H.U.G Corner: Thought of the Week- 5/4
May 4, 2018
Quiet Mind: One-Minute Retreats from a Busy World (David Kundtz)
“‘These are the days of the time famine’, says Odete Pollar in her newspaper column aimed at helping people work smarter. She cites some interesting statistics. According to a Harris survey, the amount of leisure time enjoyed by the average American has shrunk 37 percent since 1973. In the same period, the average work week, including commute time, has jumped from fewer than 41 hours to nearly 47 hours, and in some cases up to 80 hours a week.
I like the term time famine, and starvation is certainly an appropriate analogy for our situation. Many of us are starved for time and we have a passionate desire to be fed. We are starving for those moments of solitude when we can just hang out, cleaning out a drawer or looking through old letters, with no pressure or guilt. Our starvation deprives us of the nutrition that those in-between times used to give us: a feeling of centeredness in our lives, of awareness of our spiritual needs and those of our families, a confident sense of self-knowledge.
Georgia O’Keeffe’s words ring authentic as you look at her paintings of flowers. She spent many hours ‘doing nothing’ with a flower. No time famine for her. Her artistic life in the desert was a statement against that idea. And we continue to benefit from the results.
In a famine- at least in the best of situations- those who have help those who have not. Thus a questions presents itself: Where are you in the time famine, among the haves or the have-nots? Sometimes one, sometimes the other?
For the have-nots: Today, stop and really look at a flower.
For the Haves: Help someone else to do the same.”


What is expected: Copy every line from the records that holds the word "select".

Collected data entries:
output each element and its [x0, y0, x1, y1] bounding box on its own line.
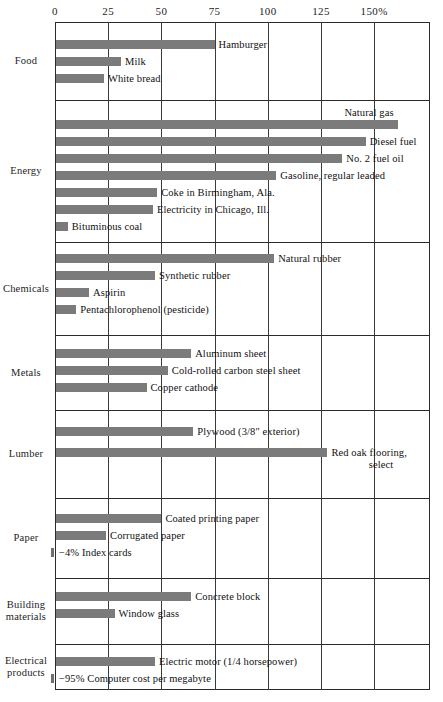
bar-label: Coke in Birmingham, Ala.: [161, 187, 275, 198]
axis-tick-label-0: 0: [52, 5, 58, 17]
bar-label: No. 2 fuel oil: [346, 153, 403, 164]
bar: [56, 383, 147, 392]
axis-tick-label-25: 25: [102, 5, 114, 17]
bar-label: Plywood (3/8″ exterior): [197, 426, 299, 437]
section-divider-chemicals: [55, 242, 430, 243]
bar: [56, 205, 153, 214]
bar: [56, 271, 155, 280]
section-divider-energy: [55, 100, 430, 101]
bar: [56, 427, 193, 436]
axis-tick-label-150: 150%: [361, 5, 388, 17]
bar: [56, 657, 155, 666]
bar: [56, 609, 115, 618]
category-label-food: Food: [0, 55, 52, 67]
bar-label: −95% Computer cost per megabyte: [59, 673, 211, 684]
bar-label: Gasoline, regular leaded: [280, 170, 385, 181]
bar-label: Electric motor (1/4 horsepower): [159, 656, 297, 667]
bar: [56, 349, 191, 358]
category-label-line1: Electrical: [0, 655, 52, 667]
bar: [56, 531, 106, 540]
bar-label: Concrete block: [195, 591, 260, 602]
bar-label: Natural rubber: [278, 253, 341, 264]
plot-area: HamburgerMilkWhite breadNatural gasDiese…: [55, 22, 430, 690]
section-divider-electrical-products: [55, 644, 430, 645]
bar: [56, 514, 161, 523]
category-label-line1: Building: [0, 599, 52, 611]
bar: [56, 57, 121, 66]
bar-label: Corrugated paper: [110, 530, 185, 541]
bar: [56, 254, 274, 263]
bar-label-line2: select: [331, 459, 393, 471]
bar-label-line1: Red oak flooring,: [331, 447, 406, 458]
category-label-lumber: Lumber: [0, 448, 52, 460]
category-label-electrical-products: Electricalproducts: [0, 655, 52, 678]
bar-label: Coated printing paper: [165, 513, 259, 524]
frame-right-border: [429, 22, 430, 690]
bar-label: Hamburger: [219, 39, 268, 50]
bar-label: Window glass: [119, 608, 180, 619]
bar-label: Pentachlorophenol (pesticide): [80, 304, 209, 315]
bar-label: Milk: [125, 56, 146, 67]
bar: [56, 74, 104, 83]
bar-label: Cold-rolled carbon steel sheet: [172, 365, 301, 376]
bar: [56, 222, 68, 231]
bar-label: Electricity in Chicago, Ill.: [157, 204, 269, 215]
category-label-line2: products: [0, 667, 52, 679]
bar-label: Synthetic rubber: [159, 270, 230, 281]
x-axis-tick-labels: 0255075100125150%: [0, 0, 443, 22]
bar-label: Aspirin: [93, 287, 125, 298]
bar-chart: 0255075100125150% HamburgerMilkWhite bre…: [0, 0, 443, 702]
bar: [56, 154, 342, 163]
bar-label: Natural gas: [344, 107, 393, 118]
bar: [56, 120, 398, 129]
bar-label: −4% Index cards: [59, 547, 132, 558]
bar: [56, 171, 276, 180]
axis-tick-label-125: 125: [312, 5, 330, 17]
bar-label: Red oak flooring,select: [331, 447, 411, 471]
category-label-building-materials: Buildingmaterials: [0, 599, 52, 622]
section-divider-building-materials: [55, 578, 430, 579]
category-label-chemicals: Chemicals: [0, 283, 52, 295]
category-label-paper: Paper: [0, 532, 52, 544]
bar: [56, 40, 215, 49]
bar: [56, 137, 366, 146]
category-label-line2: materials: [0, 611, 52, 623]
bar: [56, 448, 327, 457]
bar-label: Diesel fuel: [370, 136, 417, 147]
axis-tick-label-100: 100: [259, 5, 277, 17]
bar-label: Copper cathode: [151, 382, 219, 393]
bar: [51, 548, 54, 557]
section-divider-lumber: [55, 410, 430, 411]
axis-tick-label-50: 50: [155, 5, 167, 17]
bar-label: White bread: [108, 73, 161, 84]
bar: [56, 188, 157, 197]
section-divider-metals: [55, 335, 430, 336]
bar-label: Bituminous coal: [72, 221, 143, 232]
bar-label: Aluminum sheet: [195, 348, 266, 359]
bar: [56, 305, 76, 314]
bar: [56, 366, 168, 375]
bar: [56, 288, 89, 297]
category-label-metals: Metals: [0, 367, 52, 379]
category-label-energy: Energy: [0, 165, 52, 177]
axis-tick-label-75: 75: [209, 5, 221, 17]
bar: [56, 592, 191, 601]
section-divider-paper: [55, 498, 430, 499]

---

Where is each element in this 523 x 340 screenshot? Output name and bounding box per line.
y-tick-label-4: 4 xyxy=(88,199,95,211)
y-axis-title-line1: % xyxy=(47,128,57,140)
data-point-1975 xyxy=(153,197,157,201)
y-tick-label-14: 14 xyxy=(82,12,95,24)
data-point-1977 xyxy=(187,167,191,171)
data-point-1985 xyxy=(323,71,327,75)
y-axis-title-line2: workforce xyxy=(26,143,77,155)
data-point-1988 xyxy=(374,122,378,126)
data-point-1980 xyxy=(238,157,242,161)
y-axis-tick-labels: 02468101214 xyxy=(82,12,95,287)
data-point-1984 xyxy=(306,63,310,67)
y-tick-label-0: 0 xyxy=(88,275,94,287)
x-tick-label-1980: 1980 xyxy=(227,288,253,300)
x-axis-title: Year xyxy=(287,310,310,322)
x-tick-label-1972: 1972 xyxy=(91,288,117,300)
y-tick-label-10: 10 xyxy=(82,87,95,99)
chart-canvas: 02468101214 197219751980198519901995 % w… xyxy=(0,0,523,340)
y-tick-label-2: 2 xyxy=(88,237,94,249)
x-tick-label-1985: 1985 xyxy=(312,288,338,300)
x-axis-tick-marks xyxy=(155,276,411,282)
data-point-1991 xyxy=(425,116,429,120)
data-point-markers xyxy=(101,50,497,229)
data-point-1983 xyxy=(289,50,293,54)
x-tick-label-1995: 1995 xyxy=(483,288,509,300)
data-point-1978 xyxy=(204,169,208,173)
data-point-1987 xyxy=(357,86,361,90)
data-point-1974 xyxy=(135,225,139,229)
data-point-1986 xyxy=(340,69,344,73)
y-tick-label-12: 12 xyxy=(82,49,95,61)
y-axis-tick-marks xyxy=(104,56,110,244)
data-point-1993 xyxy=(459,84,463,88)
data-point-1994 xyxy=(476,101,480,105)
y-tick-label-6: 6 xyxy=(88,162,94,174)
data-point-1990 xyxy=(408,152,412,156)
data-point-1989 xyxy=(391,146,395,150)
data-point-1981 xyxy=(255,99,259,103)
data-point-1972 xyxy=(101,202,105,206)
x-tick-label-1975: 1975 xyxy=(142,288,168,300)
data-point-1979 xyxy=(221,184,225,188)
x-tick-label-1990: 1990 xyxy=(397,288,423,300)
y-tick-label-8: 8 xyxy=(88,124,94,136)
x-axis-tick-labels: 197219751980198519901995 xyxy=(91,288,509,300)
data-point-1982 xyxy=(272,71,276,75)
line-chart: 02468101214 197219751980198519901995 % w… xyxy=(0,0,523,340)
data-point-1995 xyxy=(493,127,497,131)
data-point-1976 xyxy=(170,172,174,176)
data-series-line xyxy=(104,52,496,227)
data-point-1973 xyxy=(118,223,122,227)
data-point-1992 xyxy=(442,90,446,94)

Your response:
bar-label-line2: select: [331, 459, 393, 471]
bar-label: Red oak flooring,select: [331, 447, 411, 471]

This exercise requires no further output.